Traffic: In the rural south, a 30-minute trip takes 30 minutes. In Toronto, you should allow two hours. Unless there's construction which might turn it into three hours. Or five. Bring something to read.

Parking: During two weeks in the south, we spent a grand total of $1.50 on parking. On our first day back , we spent $14, and considered ourselves lucky – at least we found a spot.

Midnight auto supply: Toronto is home to one of the world's great urban cultures. We like that. Unfortunately, this culture seems to include a disproportionate number of thieves and vandals. The badges on our Honda, which are apparently prized by some gang that I'd never heard of before, were stolen while were away. Although I may have lost count, I believe this is the fourth time. We've decided that the car looks cooler without badges.

Road cuts: The repaving of a street is followed immediately by the arrival of construction crews that cut the new pavement to repair something – it could be a gas pipe, a water main, an electrical vault … the list of tasks is apparently endless. It would make sense to do these things before the road is repaved. Instead, the new pavement is patched, re-patched, then patched again. A couple of years later, they tear it all out and repave. And a few days later, a crew arrives with a concrete saw to start cutting. For Toronto road contractors, this is the Great Circle of Life.

Skill levels: There are several million people in the GTA. Their driving skills vary considerably. Although this is true of other jurisdictions as well, it has a bigger impact in a place where you're packed in like sardines, and the roads are being cut apart every day for repairs.

Potholes: Toronto can't help that it's situated in a climatological region noted for multiple thaw and freeze cycles that create the perfect conditions for potholes. But this won't make you feel better when you rip the wheel off your new sports car.

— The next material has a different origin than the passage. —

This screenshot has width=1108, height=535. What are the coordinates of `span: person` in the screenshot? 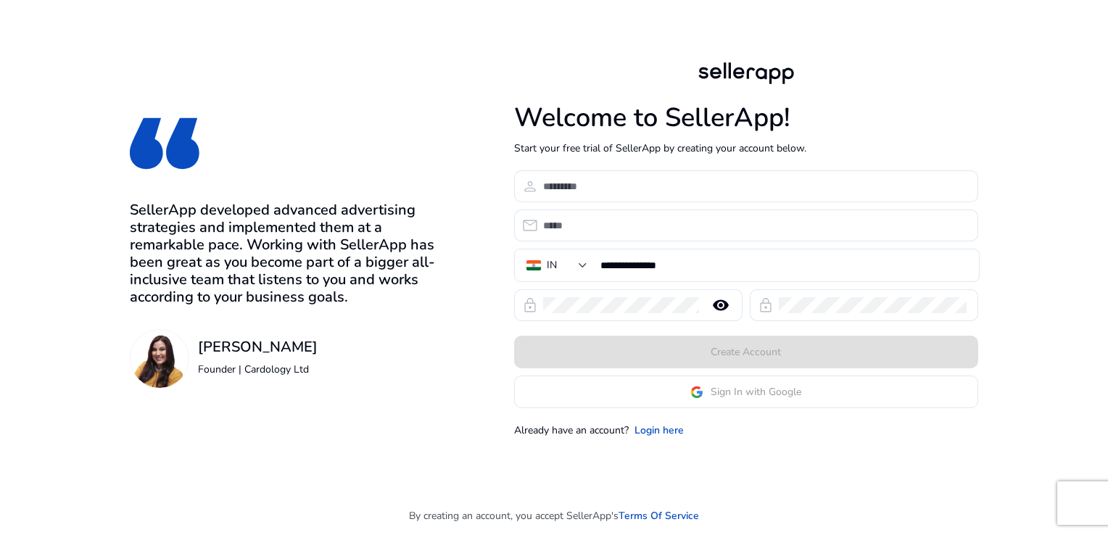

Grid layout: If you love to drive, there's nothing better than curving roads that let you explore your car's handling. Arcing through a constant-radius curve and feeling the grip of your tires through the steering wheel makes you feel alive. Unfortunately, Toronto's roads were designed by a traffic bureaucrat whose tools were limited to a lead pencil, a straightedge ruler and a 90-degree angle. There are about half a dozen curves in the entire city. But don't get too excited – they're under construction.